Another seven minutes retreat into history and Anis Mehmeti is booked for fouling Ivorian Malick Yalcouye. Two minutes later however Leif Davis is again running down the left. A short pass finds Ivan Azon and he take a touch and very slightly curls the ball inside the far post beyond the vigorous but inadequate dive of the Swansea goalkeeper.  Town lead 2-0. “Ole, Ole, Ole,” chant the home crowd channelling what surely amounts to a racial stereotype.  “Hot Sausage Company” read the illuminated advert hoardings once again and I see that they cater for ‘events’ and weddings which must be a gift to any best man bent on giving a smutty, innuendo laden speech.

After a minute of time is stolen from all our futures to make up for other people wasting it by not playing continuous football, half-time is called.  To fill the gap, I talk to the man from Stowmarket (Paul) about the game and a forthcoming operation on his left eye before Ray appears, back from his cruise in the Caribbean.  Ray tells me that his son Michael and grandson Harrison are not here today because they have gone to see Morrisey at Wembley Arena.  I should have asked “What difference does it make?” but it wouldn’t really have made much sense, and I didn’t think of it anyway.

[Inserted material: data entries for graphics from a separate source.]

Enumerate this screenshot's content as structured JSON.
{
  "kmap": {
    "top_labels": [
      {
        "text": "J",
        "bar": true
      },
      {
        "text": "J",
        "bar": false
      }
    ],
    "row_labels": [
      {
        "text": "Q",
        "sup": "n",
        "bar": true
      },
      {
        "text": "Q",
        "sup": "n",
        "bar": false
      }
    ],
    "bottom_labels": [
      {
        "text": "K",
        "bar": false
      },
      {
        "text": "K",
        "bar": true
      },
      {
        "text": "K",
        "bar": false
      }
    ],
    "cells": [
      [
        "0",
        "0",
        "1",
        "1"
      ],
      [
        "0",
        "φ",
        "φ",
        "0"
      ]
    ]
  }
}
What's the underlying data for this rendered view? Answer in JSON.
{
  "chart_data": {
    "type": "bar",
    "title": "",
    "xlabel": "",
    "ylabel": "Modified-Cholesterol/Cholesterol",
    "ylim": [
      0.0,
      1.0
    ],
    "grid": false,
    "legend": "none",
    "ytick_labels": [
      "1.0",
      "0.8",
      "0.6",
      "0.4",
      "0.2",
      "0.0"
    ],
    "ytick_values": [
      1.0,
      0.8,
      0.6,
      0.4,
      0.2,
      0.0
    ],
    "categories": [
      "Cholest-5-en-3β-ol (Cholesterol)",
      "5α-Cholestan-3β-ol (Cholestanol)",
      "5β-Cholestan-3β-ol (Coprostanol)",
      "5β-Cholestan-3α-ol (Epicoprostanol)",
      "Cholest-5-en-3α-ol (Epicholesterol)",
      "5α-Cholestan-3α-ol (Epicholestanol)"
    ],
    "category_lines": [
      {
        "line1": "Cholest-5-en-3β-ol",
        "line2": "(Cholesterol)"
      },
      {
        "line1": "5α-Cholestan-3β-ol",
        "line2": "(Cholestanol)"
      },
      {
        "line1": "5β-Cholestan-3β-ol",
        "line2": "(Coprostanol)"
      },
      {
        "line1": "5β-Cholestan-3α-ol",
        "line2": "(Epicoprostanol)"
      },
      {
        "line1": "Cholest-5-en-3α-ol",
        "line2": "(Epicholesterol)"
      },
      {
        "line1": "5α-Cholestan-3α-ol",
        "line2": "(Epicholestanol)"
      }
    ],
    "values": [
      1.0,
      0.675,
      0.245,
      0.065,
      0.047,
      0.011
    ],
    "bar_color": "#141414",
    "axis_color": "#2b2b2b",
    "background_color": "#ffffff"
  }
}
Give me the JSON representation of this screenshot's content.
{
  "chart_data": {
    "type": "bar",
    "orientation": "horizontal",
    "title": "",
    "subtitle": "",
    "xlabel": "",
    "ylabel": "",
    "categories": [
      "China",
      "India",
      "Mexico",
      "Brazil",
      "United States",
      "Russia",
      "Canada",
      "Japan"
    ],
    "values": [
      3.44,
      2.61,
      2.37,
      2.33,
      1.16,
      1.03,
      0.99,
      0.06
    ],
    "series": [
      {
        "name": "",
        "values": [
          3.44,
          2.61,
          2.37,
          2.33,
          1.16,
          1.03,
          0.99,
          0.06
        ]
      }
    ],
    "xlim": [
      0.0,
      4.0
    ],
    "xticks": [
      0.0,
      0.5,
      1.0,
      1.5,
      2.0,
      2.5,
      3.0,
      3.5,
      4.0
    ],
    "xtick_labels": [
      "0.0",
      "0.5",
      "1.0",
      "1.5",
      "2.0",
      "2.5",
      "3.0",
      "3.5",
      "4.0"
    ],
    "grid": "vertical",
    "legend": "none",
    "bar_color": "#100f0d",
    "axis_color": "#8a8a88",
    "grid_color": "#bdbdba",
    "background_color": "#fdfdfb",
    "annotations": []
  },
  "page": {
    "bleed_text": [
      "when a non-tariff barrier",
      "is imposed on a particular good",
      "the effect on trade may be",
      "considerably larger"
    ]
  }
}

The football resumes at three minutes past four with ‘Jimmy’ Widell kicking off for Swansea, who continue to have lots of possession of the ball, but rarely do they threaten the Town goal with it.  After ten minutes Swansea make two substitutions, bringing on Franco and Ronald, who sound like a comedy double act evoking memories of the fascist Spanish dictator, the former governor of California and president of the USA, and Ronald McDonald.  The bloke next to me wonders about what substitutions Town will make and I tell him that we’ll find out in two and a half minutes time because invariably Keiran McKenna makes his substitutions after sixty minutes.  Like the trains (reputedly) in Mussolini’s Italy, McKenna is on time and Jack Taylor and Jack Clarke replace Nunez and Neil and the excitable young stadium announcer barks out the oncoming players names in a manner which I would like to hear used in a doctor’s or dentist’s waiting room.

The second half is a relaxed affair.  More substitutions follow for both teams but Town seem happy to allow Swansea to have the ball as much as they want as long as they don’t do anything with it except pass it about.  Cheekily perhaps, Swansea momentarily forget the agreement and Christian Walton has to make a diving save on one occasion, but such is Town’s dominance, even without the ball, that the possible appearance of the masturbating monkey good luck charm from Pat from Clacton’s handbag never even gets a mention.    Barely twenty minutes of normal time remain when the excitable young stadium announcer thanks us for our incredible support ( he must mean the five of us who shouted “Come On You Blues” at corners)and tells us that overall we number 27,594.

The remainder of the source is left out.